### [Problem details]
Repeat each line of the data below exactly, but skip the pictures.

Start of Records for the task

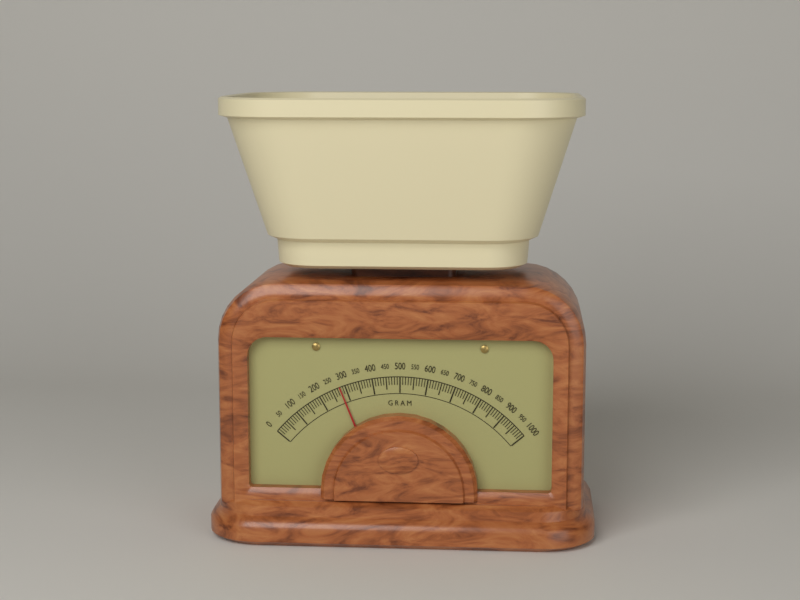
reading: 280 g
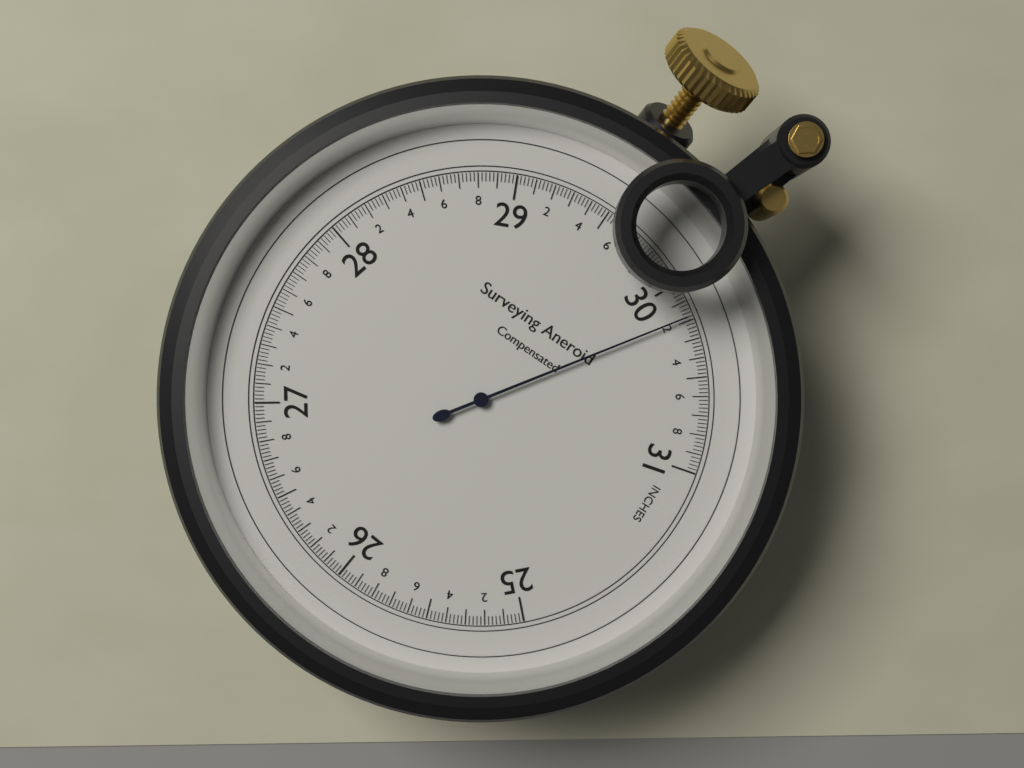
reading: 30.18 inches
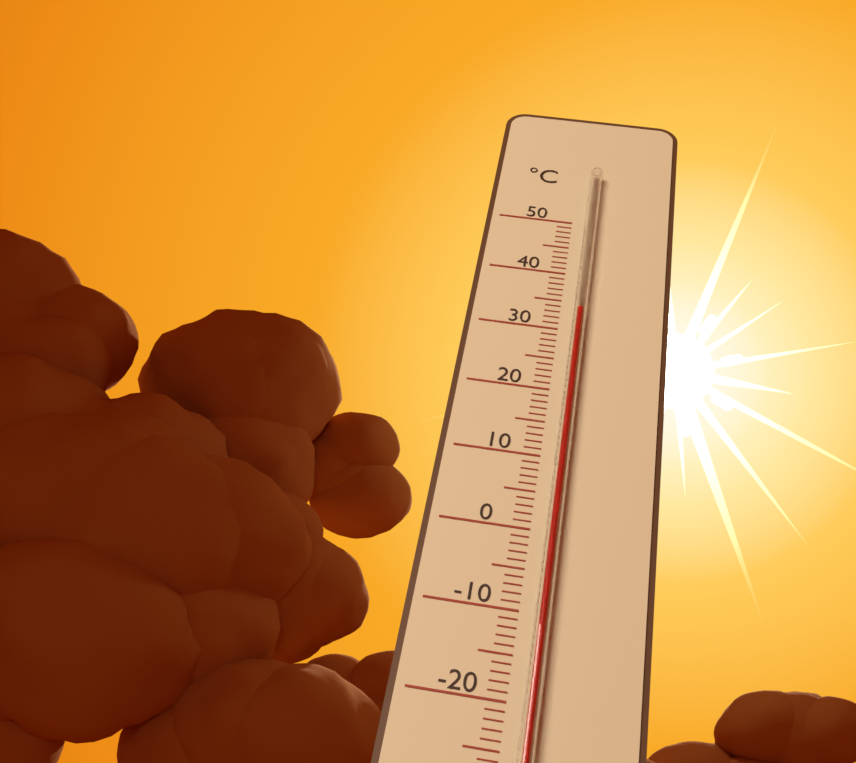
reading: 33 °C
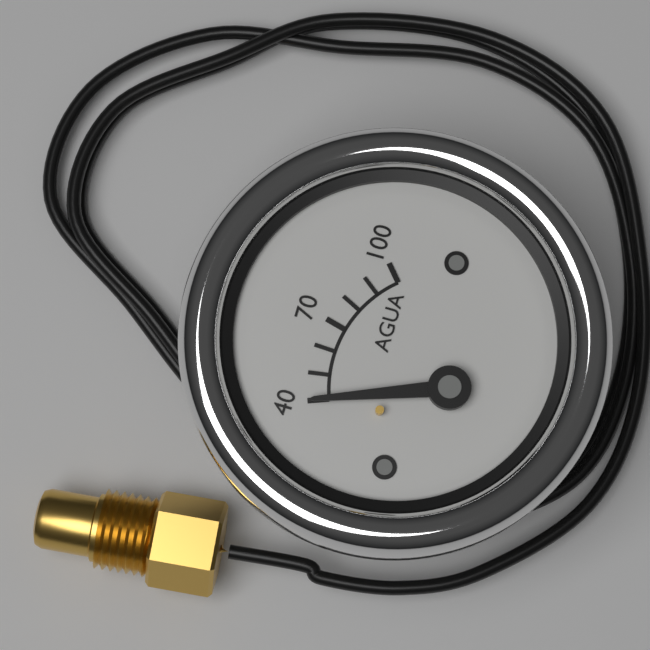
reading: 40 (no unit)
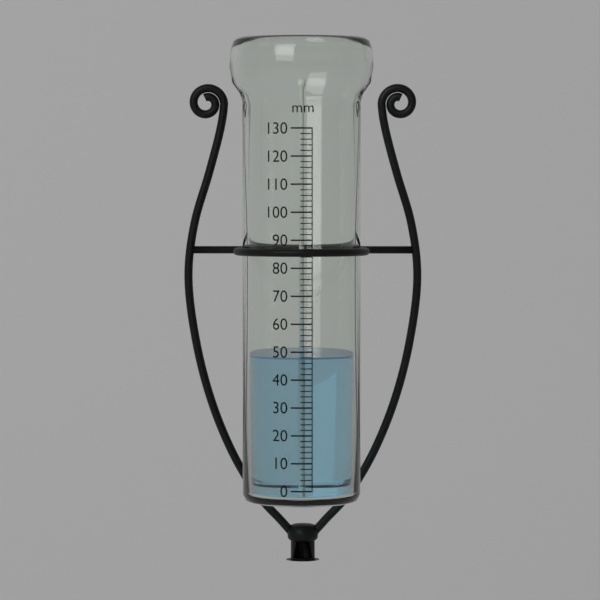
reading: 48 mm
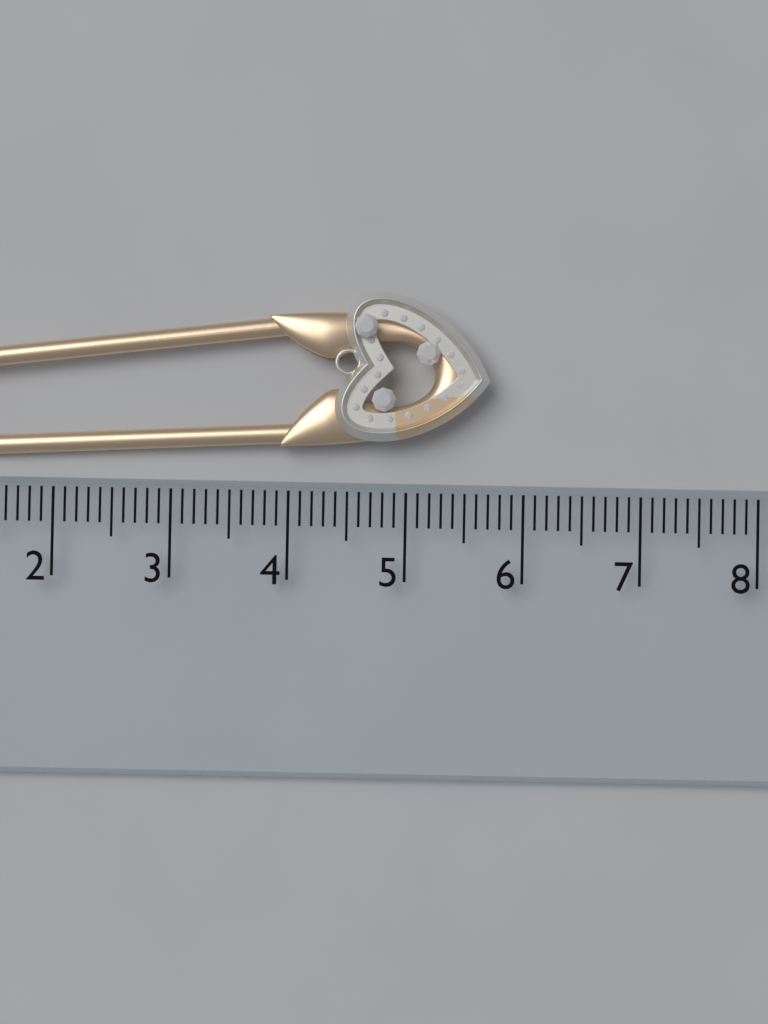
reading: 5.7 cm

End of Records for the task

### [Exercise response]
reading: 280 g
reading: 30.18 inches
reading: 33 °C
reading: 40 (no unit)
reading: 48 mm
reading: 5.7 cm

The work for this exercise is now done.